Running events are commonly to an exact distance and runners train and time their performance to those exact distances. Why, then, does a 5k running event on Zwift end up as 5.2k or 5.1k or some other random value, since the timer only starts counting some time (hundreds of meters potentially) after the start line in the pen?
I’m not a very good runner and if I’m trying to pace and improve my 5k times it is unhelpful to have the timer starting at some random point after the start banner in the pen. Why can’t a 5k run be exactly that, etc etc for other distances?
Maybe so, but does that make it a good idea? I agree it’s not a bug if it conforms to the system spec.

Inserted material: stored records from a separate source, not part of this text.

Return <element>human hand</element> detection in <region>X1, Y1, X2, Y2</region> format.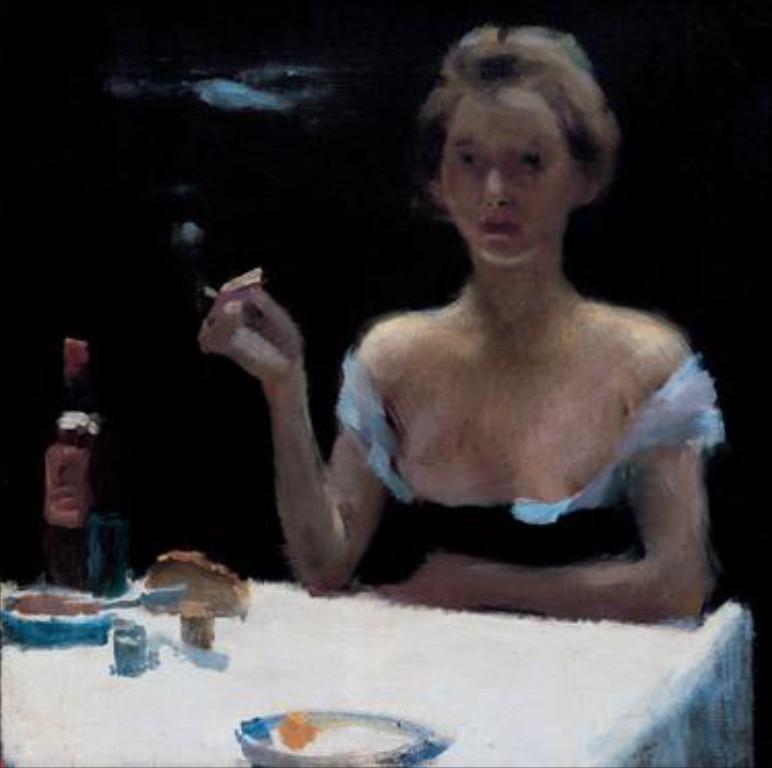
<region>188, 266, 324, 415</region>.
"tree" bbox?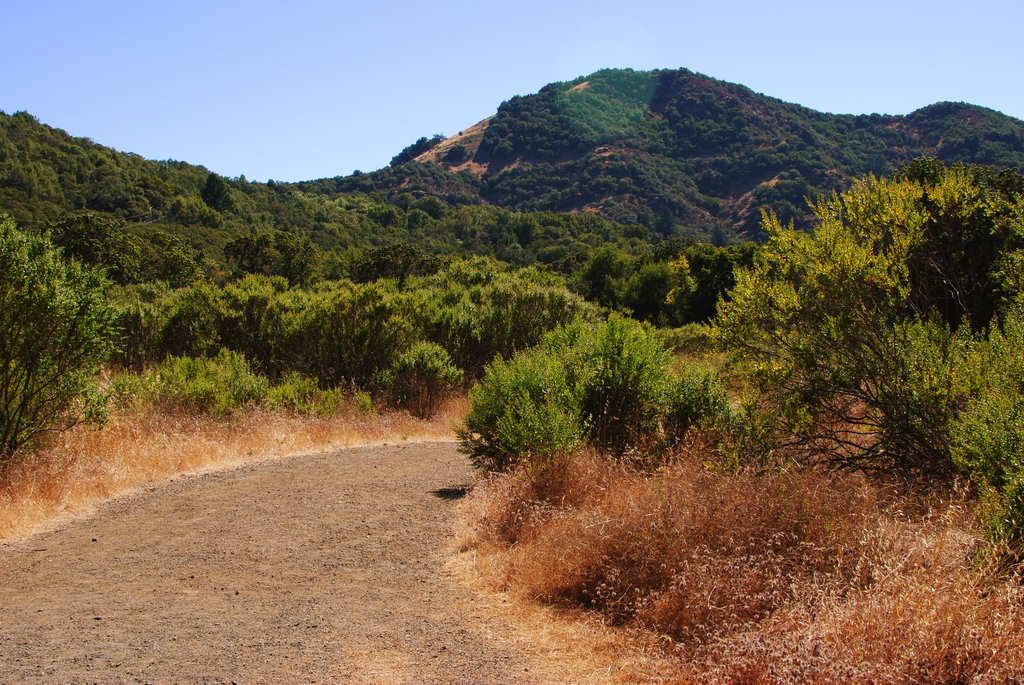
(left=624, top=255, right=670, bottom=336)
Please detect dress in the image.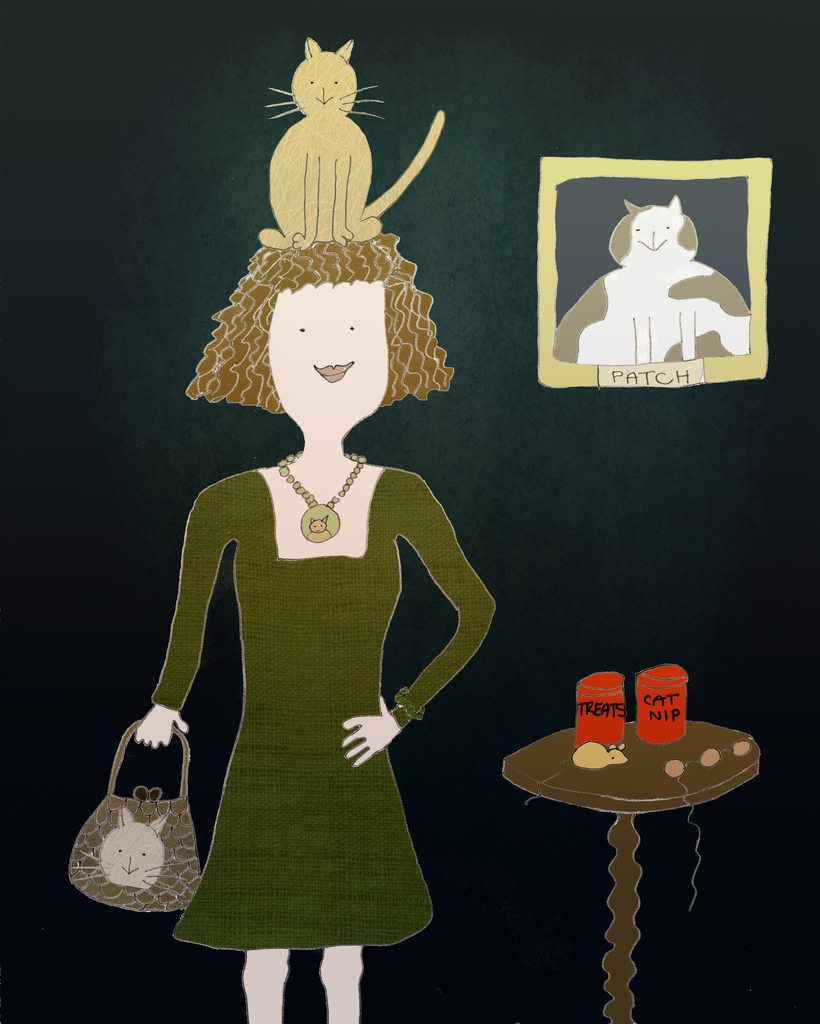
bbox=[138, 420, 442, 937].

Did somebody really specify that events start at a random point after the start line? What’s wrong with the start line? Adding 400m to a 5k run is not the same as adding a couple of hundred meters to a 30k ride.
The lead-in is not random - it’s published as part of the route info. An easy way to view the lead-in distance is to look on the ZwiftHacks routes app.
Event organizers could choose to place the finish line 400m before the route ends, if there’s a 400m lead in. But that would mean getting the route badge would require continuing past the event finish line for another 400m.
(I’m also not a fan of lead-ins but they’re not unintended or random)
No, I’m not talking about the lead-in before the start of a route.
For running the clock starts ticking in the middle of a stretch of road some time after the start banner. You have no way to know when the timer will begin to count up. You just run and run and run until at some point the clock starts ticking. There are no visual references. No lead-in specified. You choose, for example, to run a 5k event but in order to finish you must run more than 5k.
There is no need for it to be this way, so why is it this way?
The timer and distance counters always start on the white line across the road at the exit from the start pens, don’t they?
This is btw a bit weird for cycling events as well, as it means that the elapsed time on your screen shows ~5 seconds less than the event timing. For large running events I believe this kind of timing is actually normal, as in a large crowd it can take minutes before you even reach the timer start gate (many events publish both times).